Scott McNealy woos India with Sun’s gospel

Circuit EC / New Delhi

Scott McNealy

As the US war machine rolled into Southern Iraq, Big Iron giant Sun Microsystems’ chairman, president and CEO, Scott McNealy got going on his first-ever visit to India. Even as many foreign business visitors cancelled their India visits citing the Iraq war, McNealy underlined the importance of the Indian market and mind share among developers for Sun Microsystems by going through with his visit.

The irrepressible McNealy, who can’t resist baiting Microsoft, continued in that vein throughout his India visit, while at the same time smartly making sales pitches for Sun. He wooed the government in Delhi, courted developers in Bangalore and waltzed with the cream of Indian industry in Mumbai. In Delhi, McNealy also announced a mega donation of $300 million in kind to Indian educational institutions, a strategy that Microsoft’s Bill Gates has already used in India.

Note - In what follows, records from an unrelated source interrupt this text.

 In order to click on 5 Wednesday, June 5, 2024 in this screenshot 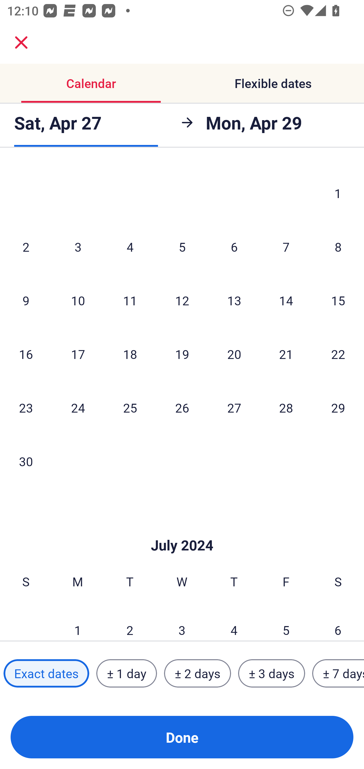, I will do `click(182, 247)`.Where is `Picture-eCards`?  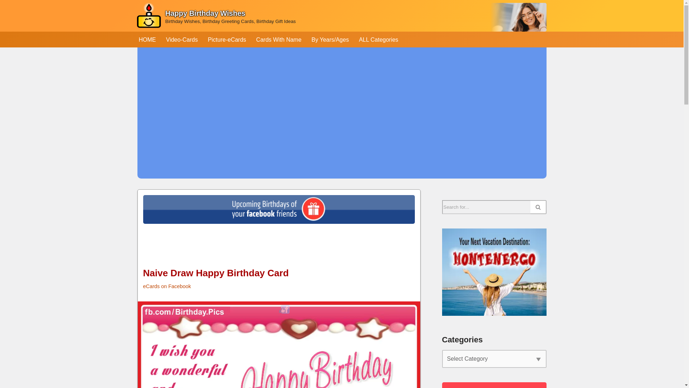
Picture-eCards is located at coordinates (227, 39). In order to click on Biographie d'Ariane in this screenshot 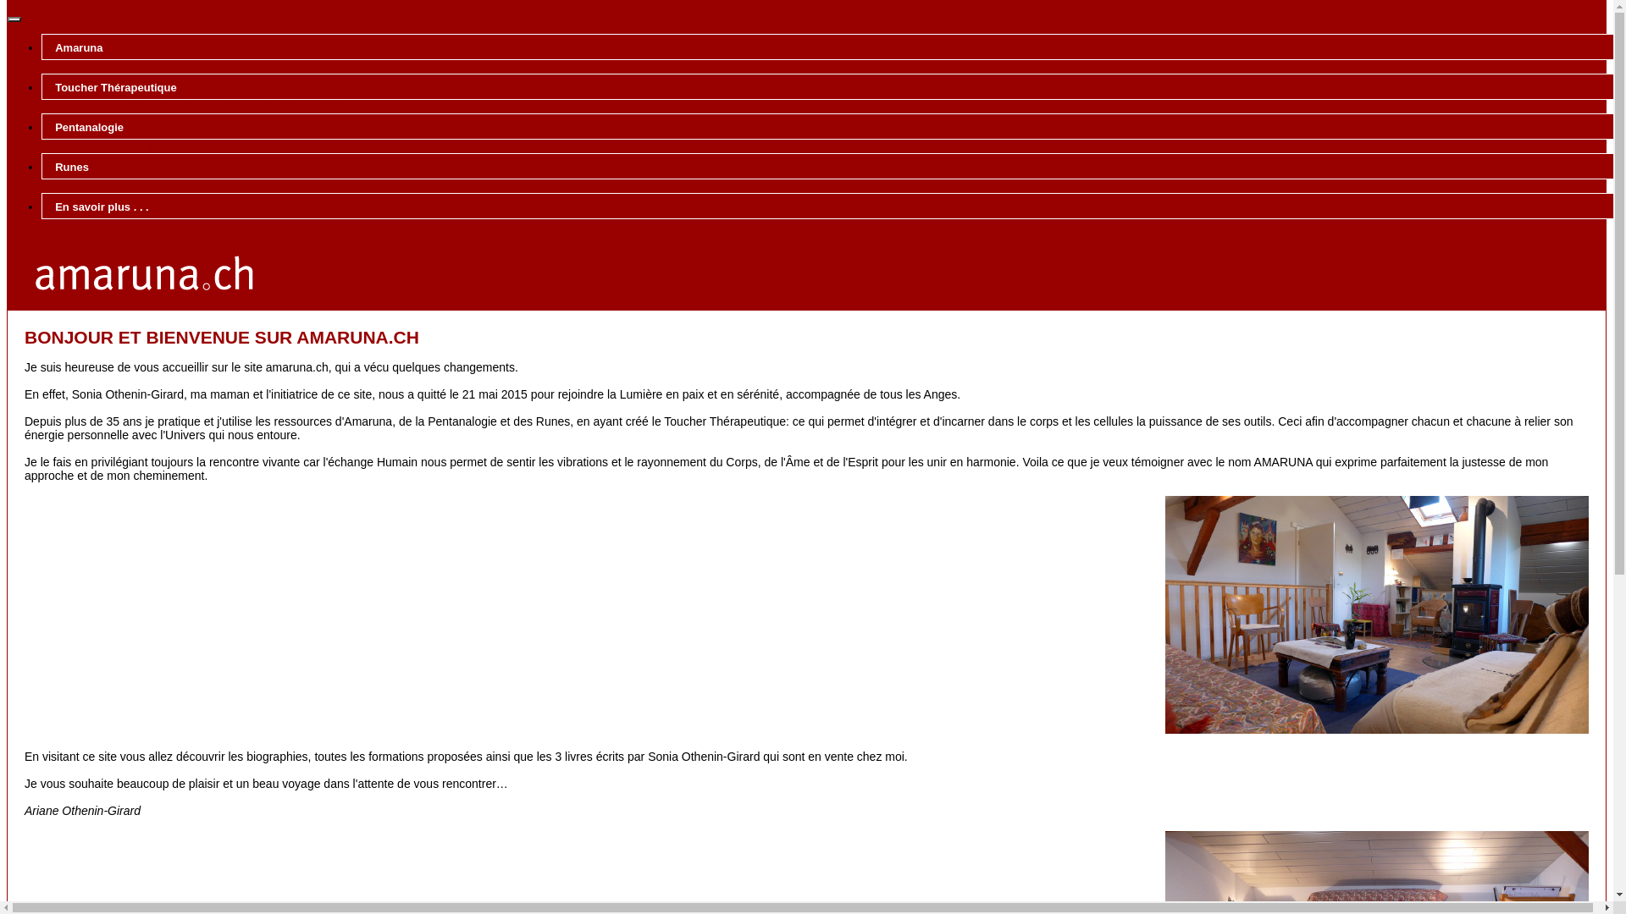, I will do `click(273, 227)`.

But more than Microsoft, what everyone seemed to be interested in was Sun’s Linux strategy, which is allegedly pretty much going nowhere, what with Linux increasingly becoming more and more robust and reliable and poaching on RISC-UNIX server territory. But McNealy vehemently disagreed with any such suggestion.

The Sun pasha compared Linux to a piston in a car engine, and said that as a systems company, Sun was engaged in selling the complete car, which included the piston, and not just the piston itself—Sun’s enterprise offerings could include Linux as a part of the solution. And when Indian journalists kept trying to catch him on Linux, he ended the debate by saying, “I don’t know why you are getting so fixated on a piston [Linux]. We sell cars [Solaris-SPARC], a guy buying a car isn’t going to start looking at the piston.”

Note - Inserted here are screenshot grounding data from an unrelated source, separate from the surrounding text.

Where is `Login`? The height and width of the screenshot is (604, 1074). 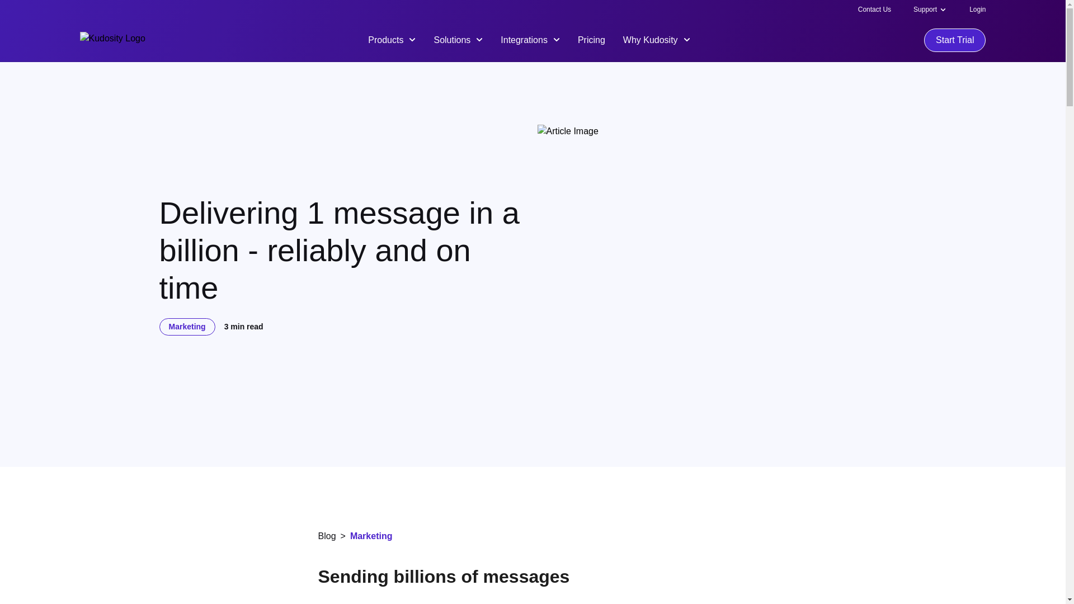
Login is located at coordinates (978, 9).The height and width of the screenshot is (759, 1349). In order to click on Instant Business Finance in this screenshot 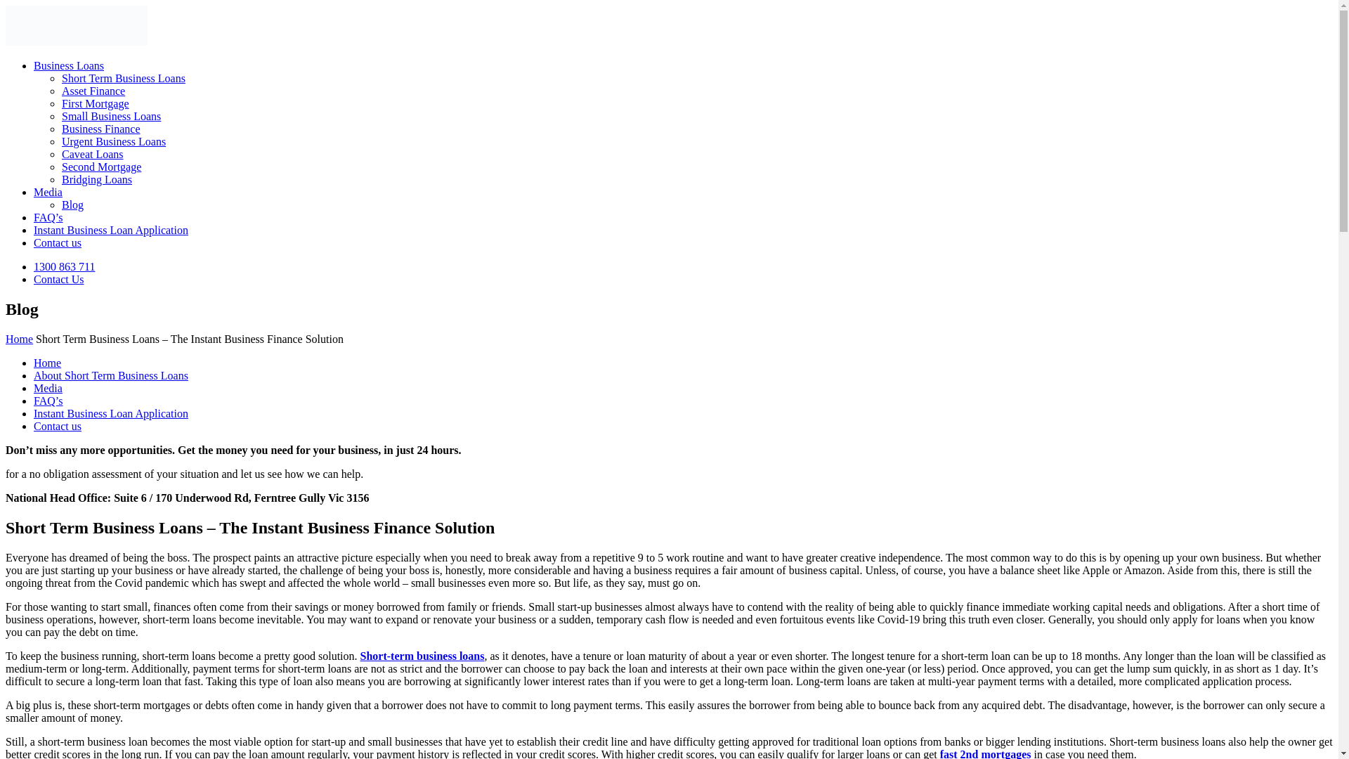, I will do `click(76, 25)`.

He also reminded Indian users that with over 15,000 applications written for the Sun Solaris platform, Linux and other OSes had a long way to go before they caught up.

McNealy also spoke of Sun’s foray into thin-client desktops, which he saw as a viable alternative to Microsoft architecture. “We have a desktop stack coming out with Mad Hatter. We’ll have Mozilla, Evolution, StarOffice...it will be a complete thin desktop,” he explained.

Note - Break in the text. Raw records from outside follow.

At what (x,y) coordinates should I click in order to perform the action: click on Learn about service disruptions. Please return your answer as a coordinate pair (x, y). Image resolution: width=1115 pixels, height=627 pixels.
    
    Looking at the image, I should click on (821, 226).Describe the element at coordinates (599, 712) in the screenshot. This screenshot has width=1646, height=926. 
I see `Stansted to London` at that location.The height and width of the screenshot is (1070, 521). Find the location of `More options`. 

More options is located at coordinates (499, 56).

And for anyone who felt that the thin-client was a dead horse, McNealy firmly said, “The thin client isn’t dead. I never said that it would take off by a particular date.” He explained that he didn’t make predictions and just pointed towards where technology was headed.

Intel’s 64-bit processor Itanium also came in for some McNealy-bashing. He claimed that Intel had no real-world implementations of Itanium, except in Intel labs and in some environments that needed high performance computing. “An incredible disaster from a very credible company,” was McNealy’s take on Itanium.

Replying to a question on whether Sun would diversify away from Big Irons, McNealy said there was no chance of that happening. “We are focused on servers, that’s what we do best and we are not going to get into businesses that are not part of our core competency.”

But while he went ballistic against Microsoft and Itanium, he deftly avoided any wisecracks on the recent case filed in a US court by an ex-Sun employee who claimed damages because he felt that Sun favoured Indian employees. McNealy said that Sun felt that there was no truth in any such allegation. Careful not to say anything that could be used as fodder in any such case, when asked about how he saw his Indian partners vis-à-vis others, he explained, “I’m not going to play favourites. We like all our partners. Our Indian partners are great but so are our partners elsewhere.”